Zappa | Review

by Andrew Parker

Zappa, the latest film from documentarian and actor Alex Winter, is a look at the favourite musician of many of your favourite musicians. A comprehensive (and, admittedly, sometimes exhausting) deep dive into the prolific output and misunderstood life of one of music’s most beloved and reviled characters, Zappa is the type of documentary that can reach beyond its subject’s rabid fanbase. Even those who don’t feel one way or the other about Frank Zappa (such as myself) will be able to appreciate Winter’s biographical profile of the man. Frank Zappa is unquestionably an interesting person to build a documentary around, and Winter does a fine job of showing the various ways he changed an industry to which he refused to conform.

Winter opens Zappa backstage at the musician, songwriter, and composer’s final recorded performance from 1989 in the former Czech Republic. As he’s about to take the stage, Zappa tells some of his collaborators that most of the performance will be improvised in the moment. “It won’t be perfection. It’ll just be music.” It’s the perfect note to start a film about someone who did whatever they felt like doing and never apologized for marching to the beat of their own drum. Since the first time he heard the recordings of Edgar Varèse, Frank Zappa was drawn to the strange, obtuse, and iconoclastic. Eventually, Zappa would start writing and composing music of his own that defied categorization, but was uniquely marketable thanks to his underestimated and proudly independent business savvy.

Zappa’s avant garde leanings certainly weren’t for everyone, and to his credit, he never expected any of his various projects to produce radio friendly, AOR hits. But Winter frames his subject’s accomplishments in an engaging, easily understandable light. Zappa’s work was too abrasive for hippies, too out there for rock fans, and too playful for classicists. Instead of taking the easy road and showing Zappa as an outlier in the rock scene, Winter portrays Frank as he would’ve seen himself: as a composer. Winter makes a compelling case that Zappa redefined what it means to lead an orchestra more than he changed the face of rock and roll. It’s a classification and important distinction that demystifies a music legend that many outsiders would find too complicated to understand at a passing glance.

While I still wouldn’t consider myself a Frank Zappa fan on the whole, Winters’ authoritative profile has certainly made me appreciate his subject’s complexities and contradictions. Most people assumed incorrectly that Zappa had to be high on something to produce the type of music found on the likes of  Weasels Ripped My Flesh  and Hot Rats. He despised Saturday Night Live and MTV. His biggest hit was a result of his daughter simply wanting to spend time with her constantly touring dad. He collaborated across his career with plenty of famous musicians and artists, but never in a bid for recognition. His politics (which included a legendary fight against album warning labels and censorship in the early 80s) are often misread as being right or left wing by various observers, but the truth was a lot more complicated and nuanced. Like many artists he was a notorious control freak who bristled at even the slightest changes.

Although he’s dismissed by some detractors as a niche act at best and an unlistenable provocateur at worst, Zappa’s core audience was a unique blend of outsider weirdos and high-minded musical elitists, with almost no one landing in the middle. No one could tell a story of such a personality better than the man himself, and large portions of Winters’ work allow Zappa to relay the story in his own words, through a wide range of archival materials. The result is a film about an artist of considerable esteem that’s told without much input from external voices. It takes approximately twenty minutes for Winter to introduce more recently filmed sit-down interviews with some of Zappa’s family members and colleagues, but Frank has already told so much that nothing feels missing or overlooked.

Zappa is also the rare sort of archival heavy documentary that seems like it was fun to put together, with Winter and editor Mike Nichols joyfully pulling from the musician’s legendarily massive private archives. Growing up, Zappa liked to splice random footage into 8mm home movies, and when he was starting out in the business, he’d provide the score for cheaply produced B-movies. In watching the assembly of footage throughout Zappa, it feels like Winter and Nichols have truly found a kindred creative spirit, tapping into some great flourishes of insanity amongst a lot more matter-of-fact biographical details.

Much like Zappa’s unparalleled volume of output (which continues to this day, long after his death in 1993 from prostate cancer), the film can be repetitive at times. Winters understandably has a hard time picking and choosing what periods in Zappa’s wide-ranging life and experiences are worth covering, but outside of a slower paced, multi-part effort, the final results are still somewhat overwhelming at times for the uninitiated. It’s never slow enough to turn casual viewers away, but a running time just north of two hours feels like it’s pushing things a bit.

Then again, pushing boundaries, making listeners question certain choices, and overwhelming people to a point of contemplation were things Zappa was all about. Even any criticism I could levy against Winters’ film will sound like successes given the subject matter. And if it got me to care about the music of Frank Zappa, a success is exactly what it is.

Zappa is available on VOD in Canada starting Friday, November 27, 2020.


■ Task to carry out
Transcribe all data verbatim. Skip the pictures.

■ Exercise materials
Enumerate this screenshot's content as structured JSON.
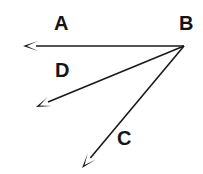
{
  "diagram": {
    "type": "vector-diagram",
    "title": "",
    "background_color": "#ffffff",
    "stroke_color": "#1a1a1a",
    "label_color": "#141414",
    "origin": {
      "name": "B",
      "x": 184,
      "y": 46
    },
    "labels": [
      {
        "id": "A",
        "text": "A",
        "x": 54,
        "y": 13
      },
      {
        "id": "B",
        "text": "B",
        "x": 179,
        "y": 13
      },
      {
        "id": "C",
        "text": "C",
        "x": 117,
        "y": 128
      },
      {
        "id": "D",
        "text": "D",
        "x": 55,
        "y": 60
      }
    ],
    "vectors": [
      {
        "id": "A",
        "label": "A",
        "from_x": 184,
        "from_y": 46,
        "to_x": 23,
        "to_y": 46,
        "stroke_width": 1.6,
        "arrowhead": "solid-triangle"
      },
      {
        "id": "D",
        "label": "D",
        "from_x": 184,
        "from_y": 46,
        "to_x": 36,
        "to_y": 107,
        "stroke_width": 1.6,
        "arrowhead": "solid-triangle"
      },
      {
        "id": "C",
        "label": "C",
        "from_x": 184,
        "from_y": 46,
        "to_x": 82,
        "to_y": 168,
        "stroke_width": 1.6,
        "arrowhead": "solid-triangle"
      }
    ]
  }
}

■ Task response
Enumerate this screenshot's content as structured JSON.
{
  "diagram": {
    "type": "vector-diagram",
    "title": "",
    "background_color": "#ffffff",
    "stroke_color": "#1a1a1a",
    "label_color": "#141414",
    "origin": {
      "name": "B",
      "x": 184,
      "y": 46
    },
    "labels": [
      {
        "id": "A",
        "text": "A",
        "x": 54,
        "y": 13
      },
      {
        "id": "B",
        "text": "B",
        "x": 179,
        "y": 13
      },
      {
        "id": "C",
        "text": "C",
        "x": 117,
        "y": 128
      },
      {
        "id": "D",
        "text": "D",
        "x": 55,
        "y": 60
      }
    ],
    "vectors": [
      {
        "id": "A",
        "label": "A",
        "from_x": 184,
        "from_y": 46,
        "to_x": 23,
        "to_y": 46,
        "stroke_width": 1.6,
        "arrowhead": "solid-triangle"
      },
      {
        "id": "D",
        "label": "D",
        "from_x": 184,
        "from_y": 46,
        "to_x": 36,
        "to_y": 107,
        "stroke_width": 1.6,
        "arrowhead": "solid-triangle"
      },
      {
        "id": "C",
        "label": "C",
        "from_x": 184,
        "from_y": 46,
        "to_x": 82,
        "to_y": 168,
        "stroke_width": 1.6,
        "arrowhead": "solid-triangle"
      }
    ]
  }
}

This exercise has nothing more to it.